On 21 February, eighteen members of our engineering team, including students, graduates and technicians, attended a training course at the Wayfinding Centre in Dublin, the world’s first interactive, multi-mode, transport training facility. Designed and delivered by Vision Ireland, the national sight loss agency, the course provided our team with a deeper understanding of the challenges people with disabilities experience when using public transport, which is invaluable in expanding a designer’s way of thinking about the public realm. 

The course was led by access ambassadors who, with their lived experience of disability, were well placed to describe the mental workload involved in planning simple journeys and keeping note of inaccessible streets or paths along their route. With the focus on learning through interaction, our team was tasked with accessing a variety of transport modes and features, including a DART carriage, a LUAS module, cycle lanes and bus shelters, using wheelchairs and with their eyes closed. This gave the attendees a deeper understanding of the barriers to travel for people with disabilities, including platform gaps, limited turning radii, and the lack of adaptions in facilities to enable vision impaired people use shorelining (a technique that involves following a wall, kerb, hedge or contrasting surface with a cane to aid navigation) to find a landmark or particular destination. It also helped them to appreciate how much easier and safer facilities designed to be universally accessible can be. 

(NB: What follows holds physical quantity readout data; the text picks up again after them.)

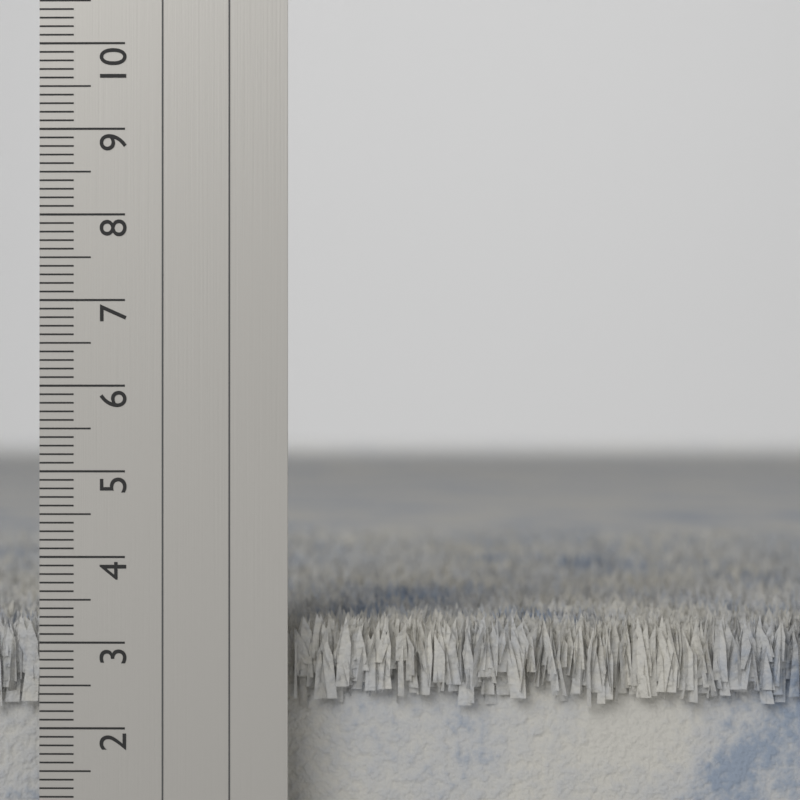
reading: 3.3 cm
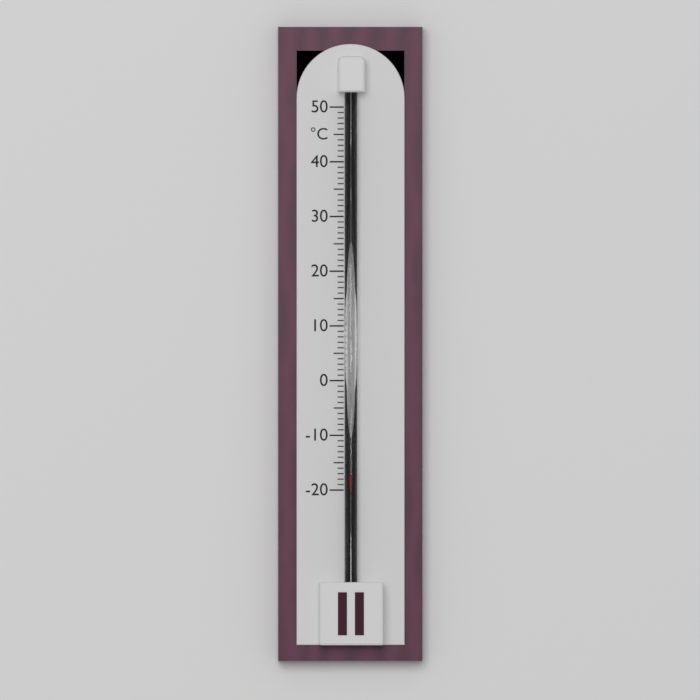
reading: -17 °C
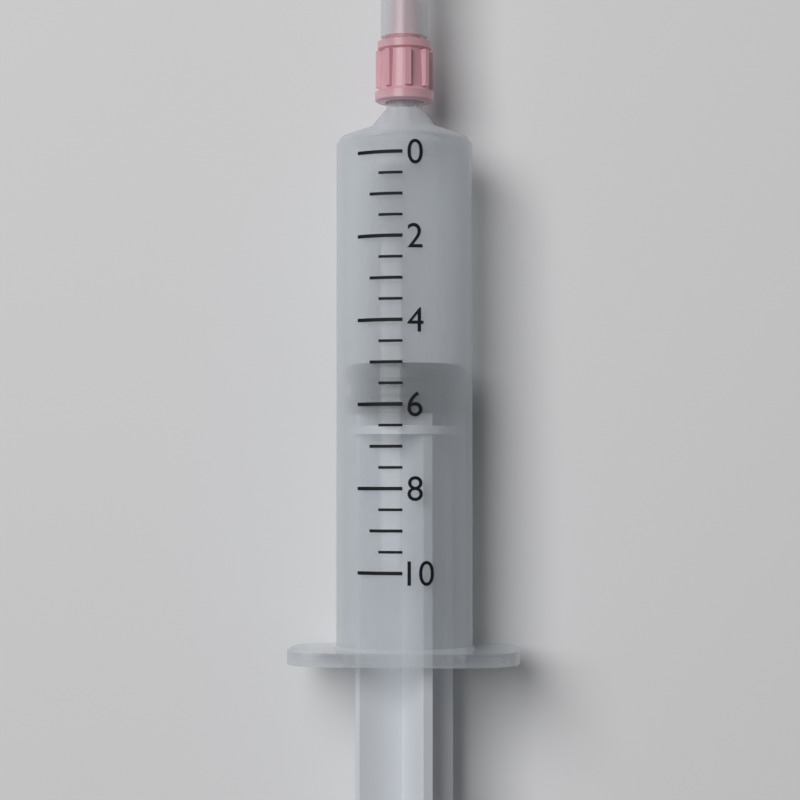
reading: 5.0 (no unit)
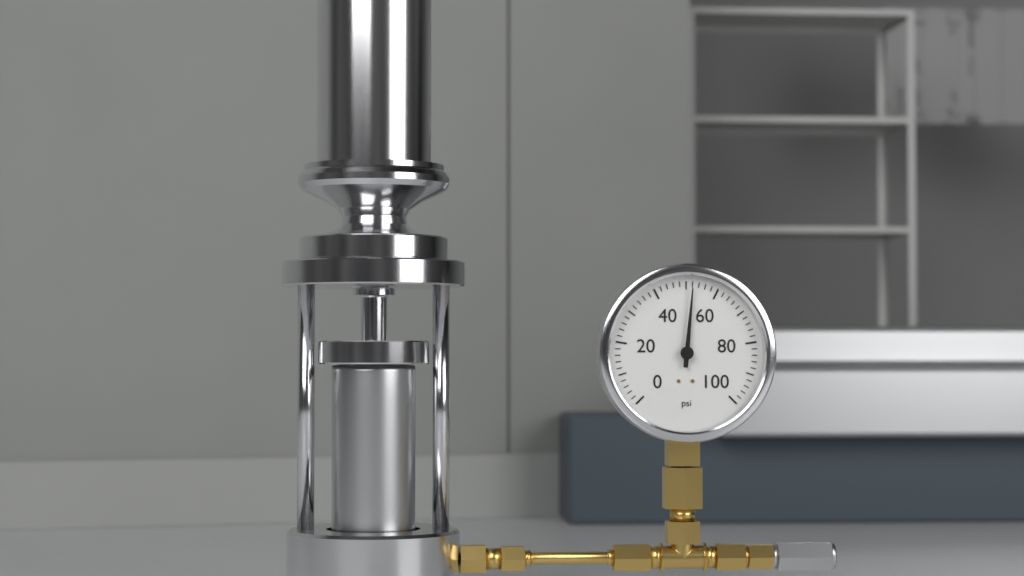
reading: 52 psi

On average, it takes a person with a disability up to five times longer to get from one place to another than for a non-disabled person. 

Following the course, our team had a keener sense of their responsibility as designers for ensuring equity and inclusion are at the forefront of their designs, particularly as we work towards a more sustainable Ireland, one in which bus, rail and light rail make up a greater share of the population’s primary means of transport. 

Andrew Thomson, ROD associate, said: “Having been part of the project team responsible for the delivery of the Wayfinding Centre in 2024, it was fantastic to see our younger team members experiencing its innovative offerings firsthand. The course was an invaluable learning opportunity for them, immersing them in the full range of transport modes available within the facility and testing their skills on the interconnected roads, crossings, and streetscapes that link various forms of transit.” 

Cathal Ó Gréagóir, student engineer, said: “As a cyclist, the bus islands and pedestrian-cyclist conflicts were of particular interest to me. I now understand how important it is to design these intersections to the needs of all users and to be conscious of how some users may be more vulnerable than others, particularly when interacting with cyclists.”

Fatima Quadri, graduate engineer, said: “It is incredible to see how the design of active travel facilities and facilities for vulnerable users are intrinsically connected and how one affects the other.